Clumps of hydrogenous planetoids as the dark matter of galaxies
Abstract
Nonlinear gravitational condensation theory and quasar-microlensing observations lead to the conclusion that the baryonic mass of most galaxies is dominated by dense clumps of hydrogenous planetoids. Star microlensing collaborations fail to detect planetoids as the dominant dark matter component of the Galaxy halo by an unjustified uniform-number-density assumption that underestimates the average value. From (Jeans's 1902) linear gravitational condensation theory, and from nonlinear theory for different reasons, proto-globular-cluster (PGC) mass gas blobs should form soon after the plasma epoch ends and neutral gas appears, about 300,000 years after the Big Bang. Such PGC blobs should then fragment into planetary-mass objects at viscous and turbulent Schwarz scales of the weakly turbulent primordial gas, from Gibson's 1996 nonlinear theory. Schild's 1996 interpretation, from measured twinkling frequencies of the lensed quasar Q0957+561 A,B (after subtraction of the phased images), was that the mass of the lens galaxy is dominated by "rogue planets >... likely to be the missing mass". Schild's findings of a 1.1 year image time delay, with dominant planetoid image-twinkling-period, are confirmed herein by three observatories.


- Exercise details -
Repeat each record exactly. Any picture gets left out.

[Image-backed grounding data]

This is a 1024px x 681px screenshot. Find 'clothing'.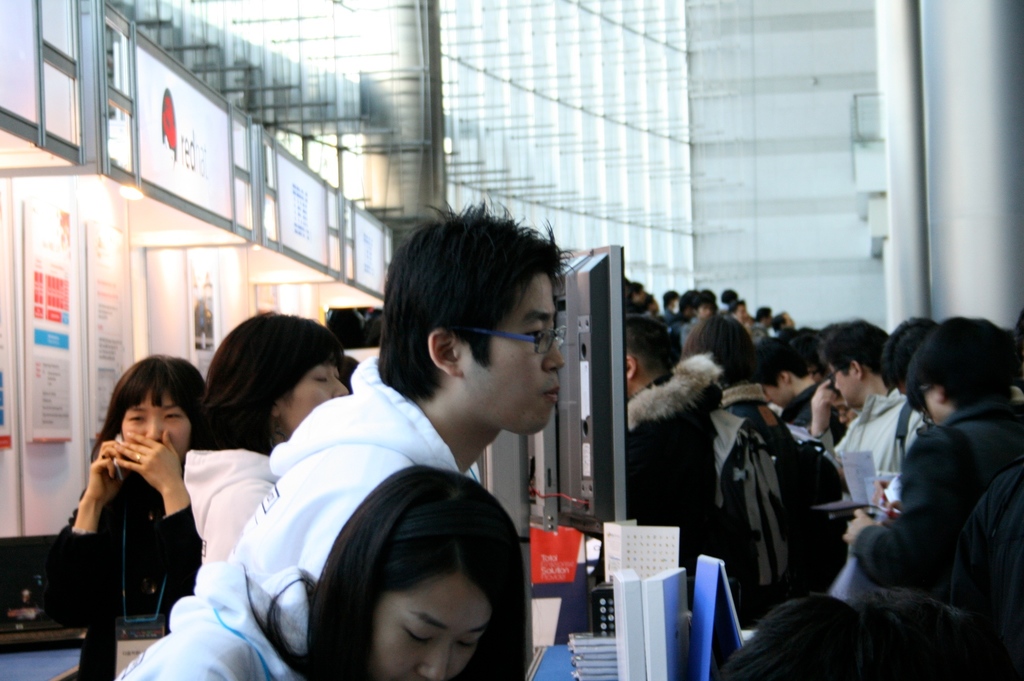
Bounding box: left=182, top=444, right=276, bottom=566.
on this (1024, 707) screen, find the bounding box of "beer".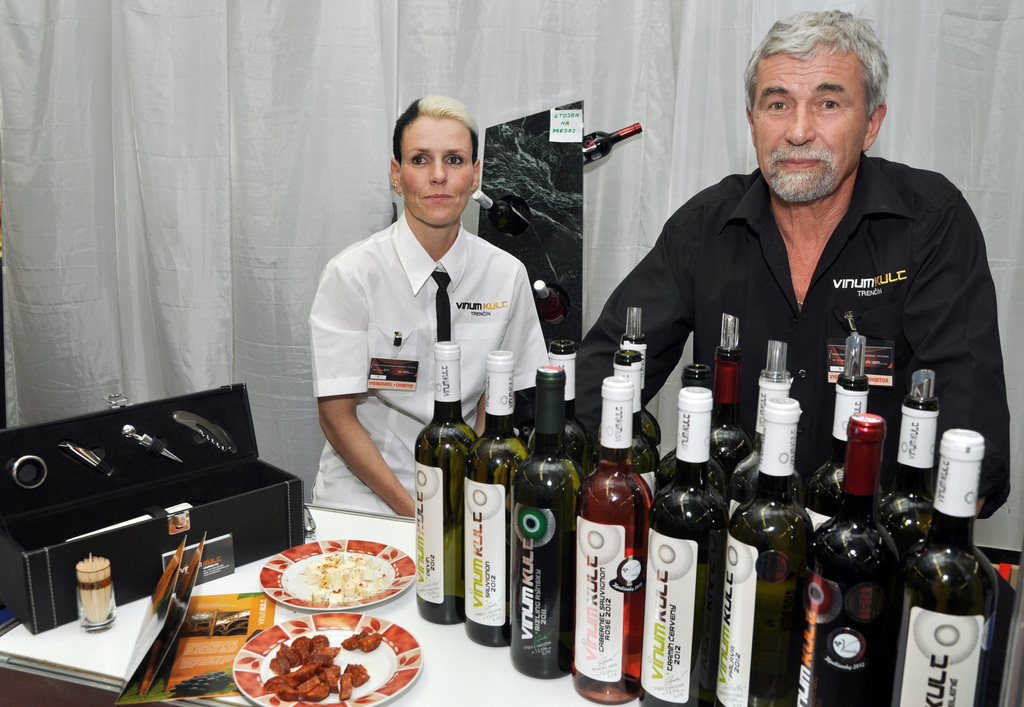
Bounding box: box(707, 306, 744, 511).
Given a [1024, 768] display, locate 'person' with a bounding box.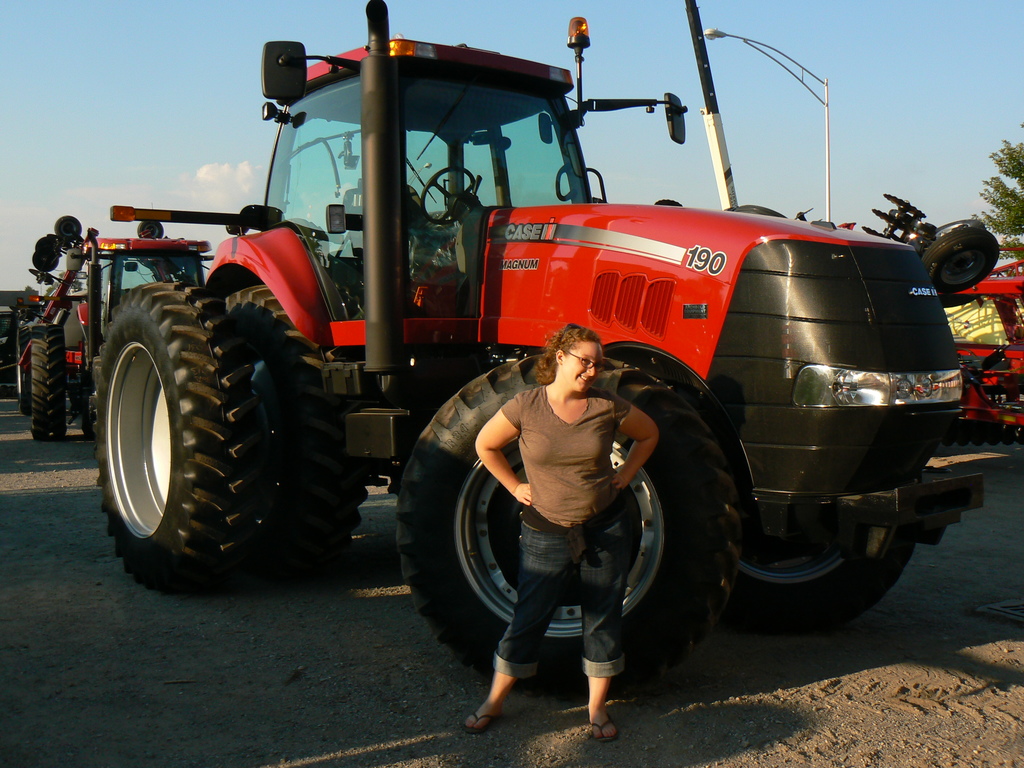
Located: 469,323,661,741.
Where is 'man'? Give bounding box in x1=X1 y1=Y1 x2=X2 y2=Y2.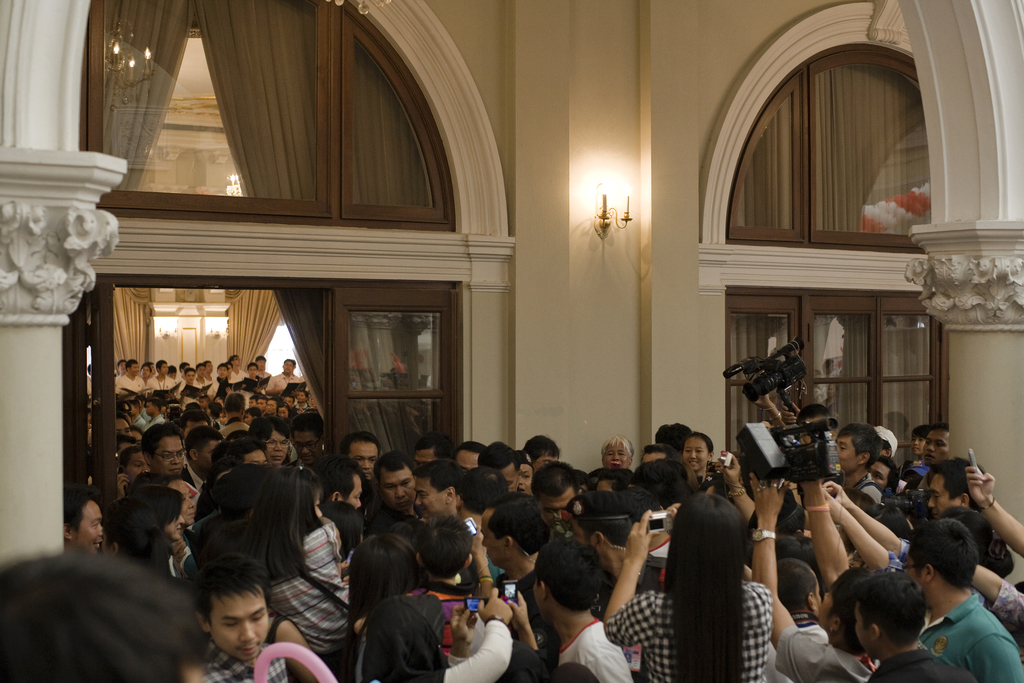
x1=411 y1=431 x2=457 y2=468.
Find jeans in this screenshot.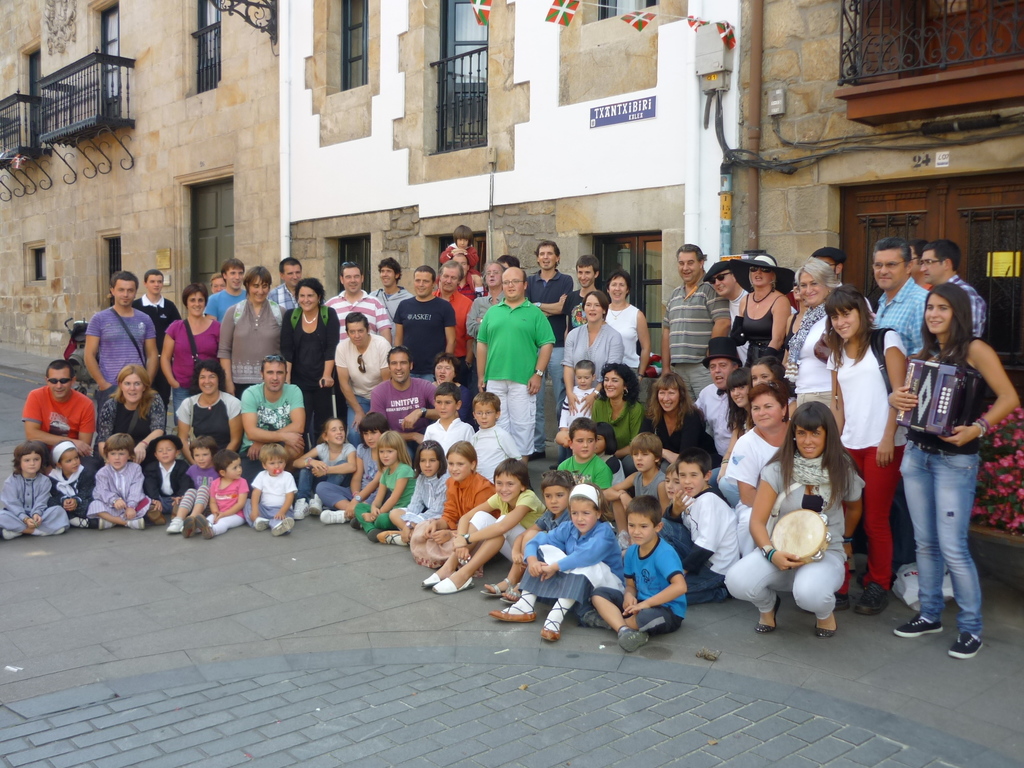
The bounding box for jeans is (left=346, top=394, right=367, bottom=447).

- Final answer -
This is a 1024px x 681px screenshot. Find 'clothing'.
Bounding box: left=182, top=444, right=276, bottom=566.
on this (1024, 707) screen, find the bounding box of "beer".
Bounding box: box(707, 306, 744, 511).
Given a [1024, 768] display, locate 'person' with a bounding box.
Located: 469,323,661,741.
Where is 'man'? Give bounding box in x1=X1 y1=Y1 x2=X2 y2=Y2.
x1=411 y1=431 x2=457 y2=468.
Find jeans in this screenshot.
The bounding box for jeans is (left=346, top=394, right=367, bottom=447).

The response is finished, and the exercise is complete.